Here are 9 Interesting Facts About Muscles.
Despite months of inactivity during hibernation, bears are not subject to bone or muscle wastage or degeneration. Understanding the molecular signals and reproducing it by way of drugs could have great benefits for human health.
When people are electrocuted and throw themselves across the room, it is as a result of sudden and violent contraction of the person’s muscles as a result of the electrical charge flowing through the body. This demonstrates a potential for muscle contraction that isn’t utilized under normal circumstances.
While shooting the movie Troy, Brad Pitt playing Achilles tore his left Achilles tendon, which delayed the movie’s final scenes for months.
The duck billed platypus hunts with neither sight nor smell, closing its eyes, ears, and nose each time it dives. Rather, when it digs in the bottom of streams with its bill, its electroreceptors detect tiny electrical currents generated by muscular contractions of its prey, so enabling it to distinguish between animate and inanimate objects, which continuously stimulate its mechanoreceptors.
The stapedius is the smallest skeletal muscle in the human body. The stapedius dampens the vibrations of the stapes by pulling on the neck of that bone. This helps to control the amplitude of sound waves from the general external environment to the inner ear. This protects the inner ear from high noise levels, primarily the volume of your own voice. Recordings of your voice sound odd because the stapedius muscle isn’t functioning then.
The hypnic jerk, or the twitching of the limbs that accompanies a falling sensation while sleeping, is caused by the brain’s misinterpretation of relaxed muscles as falling. The brain then sends signals to arm and leg muscles in an attempt to regain balance.
Stone Man Syndrome is an extremely rare disease of the connective tissue. A mutation of the body’s repair mechanism causes fibrous tissue (including muscle, tendon, and ligament) to be ossified (bone) spontaneously or when damaged. In many cases, injuries can cause joints to become permanently frozen in place.
Palmaris longus is a visible tendon in the midline of the anterior wrist. The muscle is absent in about 14 percent of the population. It can serve as a replacement for other tendons in case of injury.
A team of material scientists at the University of Texas at Dallas have discovered a new way to create powerful artificial muscles from low-cost, everyday fibers such as fishing line and high-tension sewing thread that can lift 100 times more than normal muscles.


**REQUIRED ACTION**:
Each entry below must come back exactly as written, without its pictures.

Segment Open

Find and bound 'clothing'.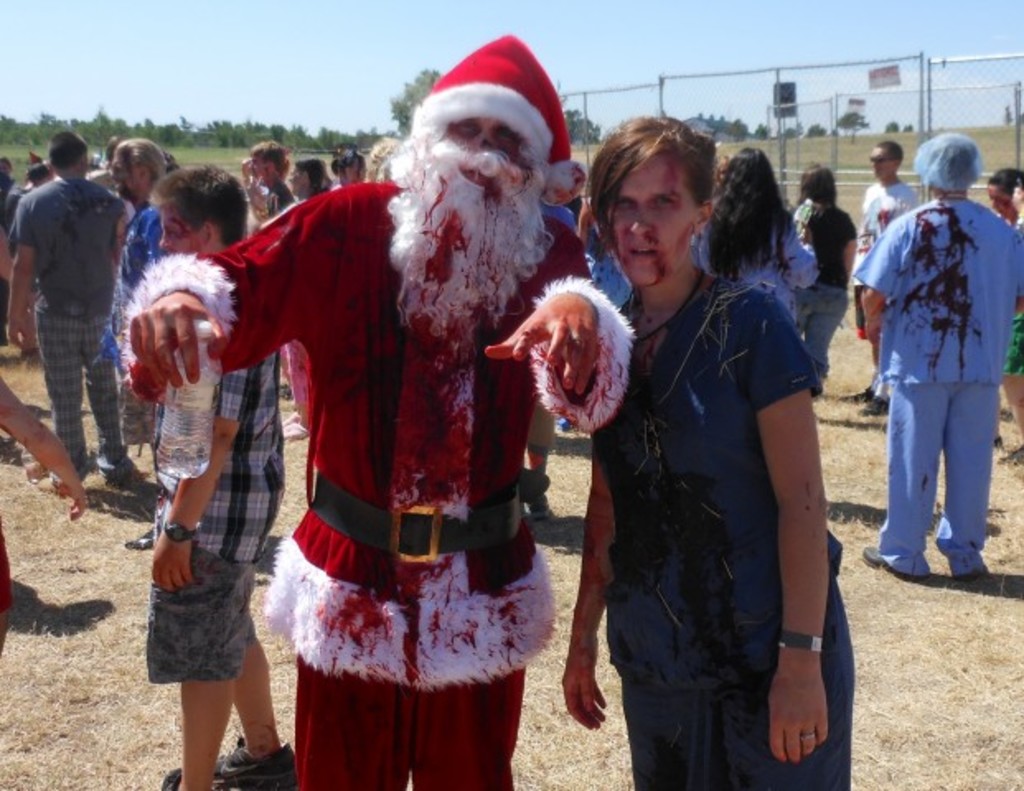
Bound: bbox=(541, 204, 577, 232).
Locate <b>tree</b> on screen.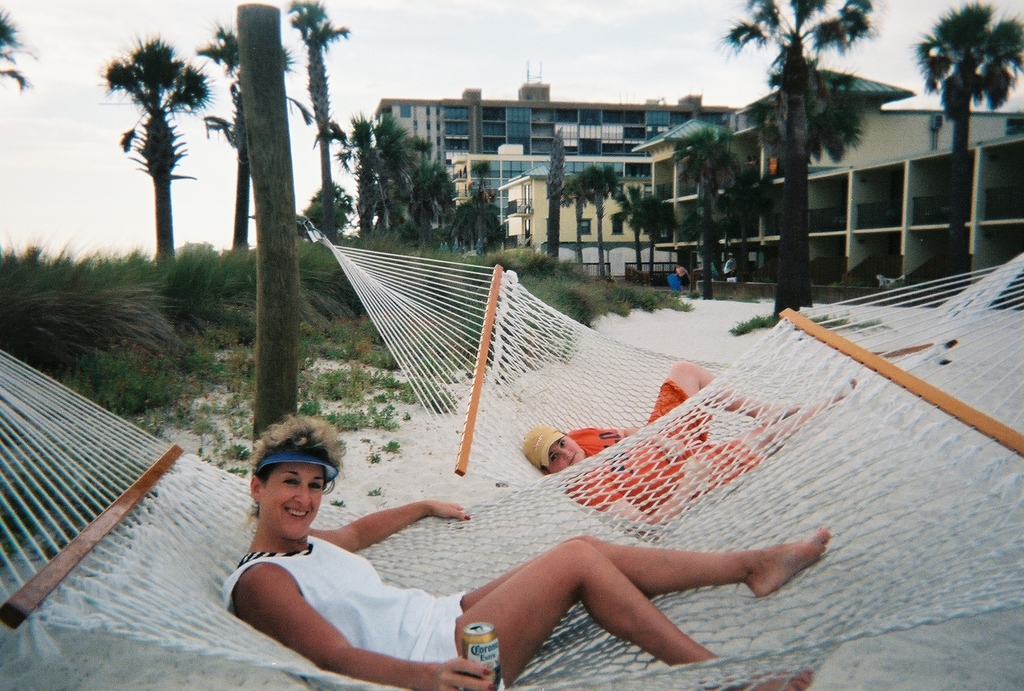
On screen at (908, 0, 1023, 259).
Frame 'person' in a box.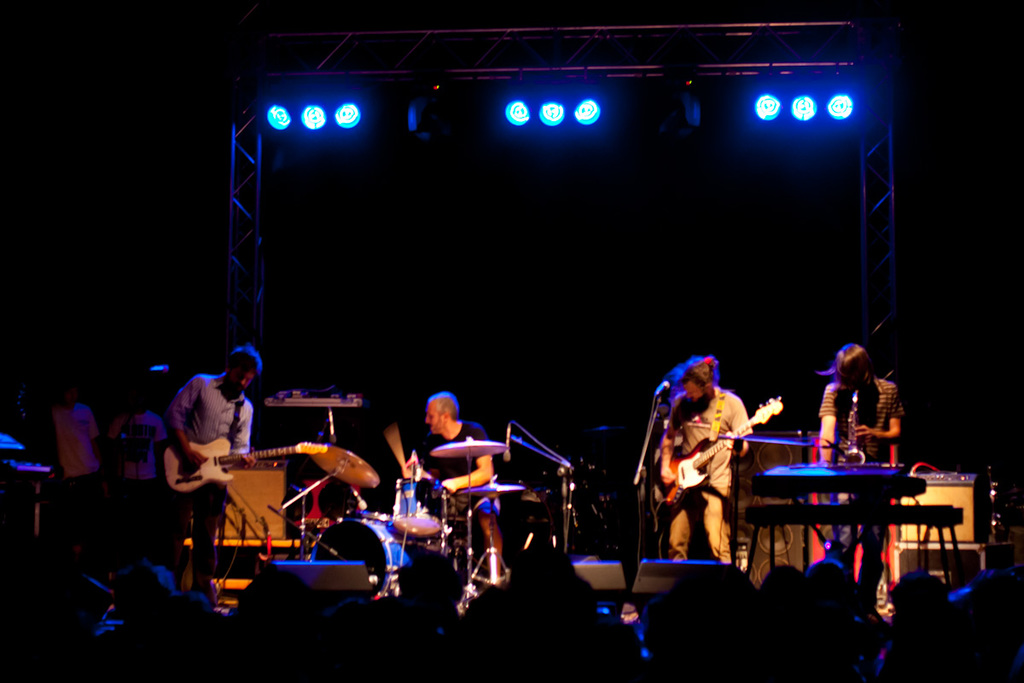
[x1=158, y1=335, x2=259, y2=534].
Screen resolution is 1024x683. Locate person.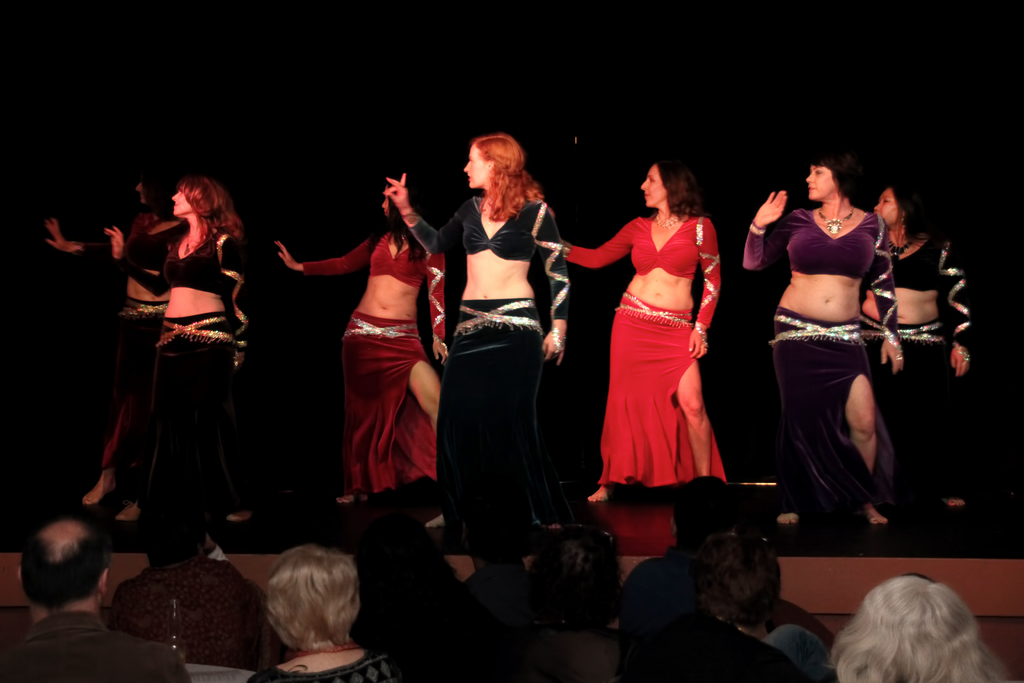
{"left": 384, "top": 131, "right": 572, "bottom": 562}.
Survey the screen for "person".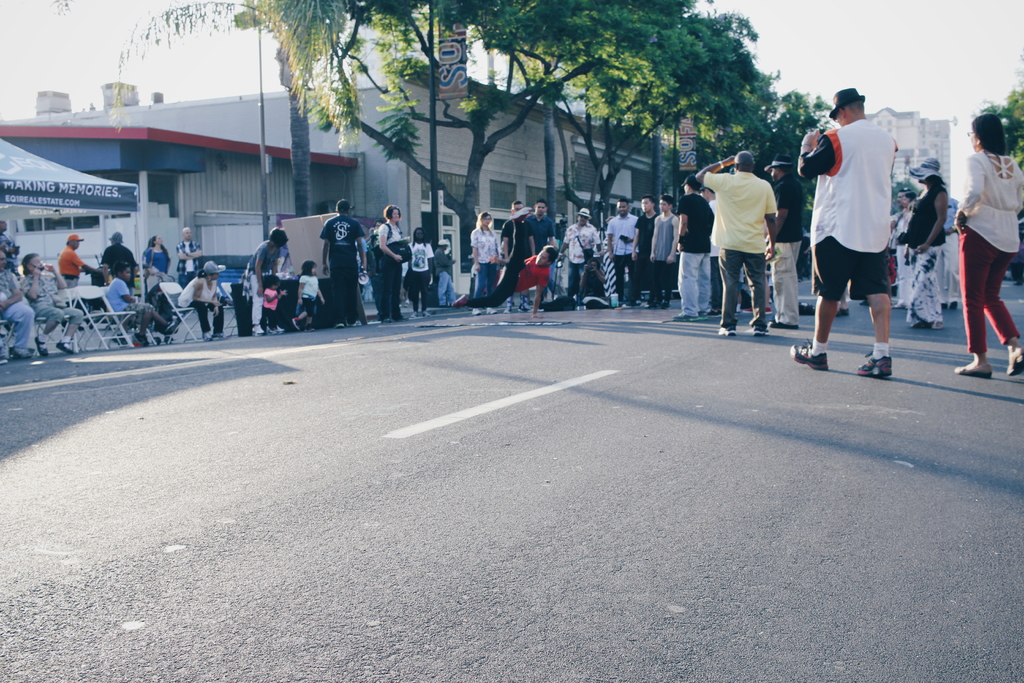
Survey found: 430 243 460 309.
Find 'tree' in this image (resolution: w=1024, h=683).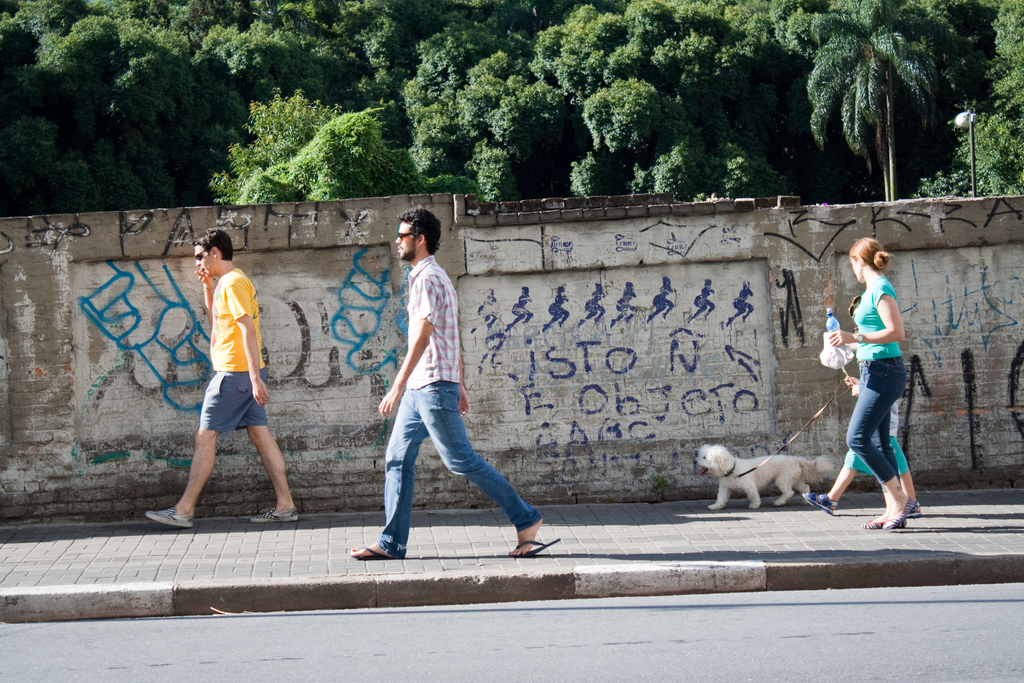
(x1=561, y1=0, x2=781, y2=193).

Segment Closed

**FINISHED EXERCISE**:
Find and bound 'clothing'.
Bound: bbox=(541, 204, 577, 232).
Locate <b>tree</b> on screen.
On screen at (908, 0, 1023, 259).
Frame 'person' in a box.
[x1=158, y1=335, x2=259, y2=534].
Screen resolution is 1024x683. Locate person.
{"left": 384, "top": 131, "right": 572, "bottom": 562}.
Survey the screen for "person".
Survey found: 430 243 460 309.
Find 'tree' in this image (resolution: w=1024, h=683).
(x1=561, y1=0, x2=781, y2=193).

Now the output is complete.